Paying for Your Online News
Posted by absolutelyape on September 12, 2008
Bill Densmore spoke on “Building the Information Valet Economy” –
“The idea is to define, rally, doc and support a coalition of publishers, advertisers, technology and financial services companies in a… network.”
It’s called a “valet” because that’s the name of the person in the hotel lobby that knows everything that’s going on… this program is supposed to help you access information that’s expensive to produce or based on permissions. Basically, if you were a part of it, you would buy access to or get paid to view information online.
“The meaningful way to fight piracy is you need to gives consumers legitimate options to get what they want.” – Peter Chernin, Pres, News Corp.
Information Valet wants to make it easy for people to “do the right thing” (pay for news services). They want to look at news as a service, not as a product.

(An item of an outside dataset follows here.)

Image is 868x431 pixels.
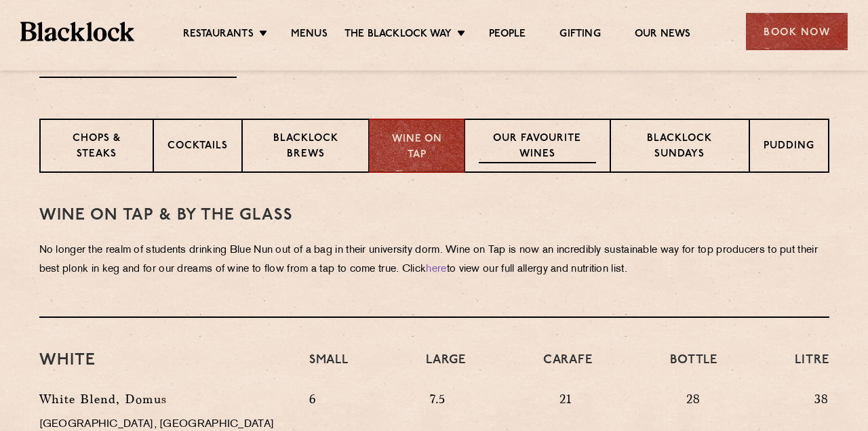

It sounds daunting to think that news sources will not be free online at some point… I’m not sure how much I believe that the widespread news industry will, through something like Information Valet, start charging to view their sites. A few major news sources have tried to get people to subscribe (and most magazines still do… Foreign Policy, National Review, etc.), but the Wall Street Journal is the only major newspaper that’s been able to pull it off. (I’m not including charges for archives, like the NYT.)
How do you get people to pay for something they’ve been getting for free for years? It would have to be a comprehensive, wide-spread effort. I guess we’ll see how it pans out in the next couple of years. I don’t buy it, but some people may.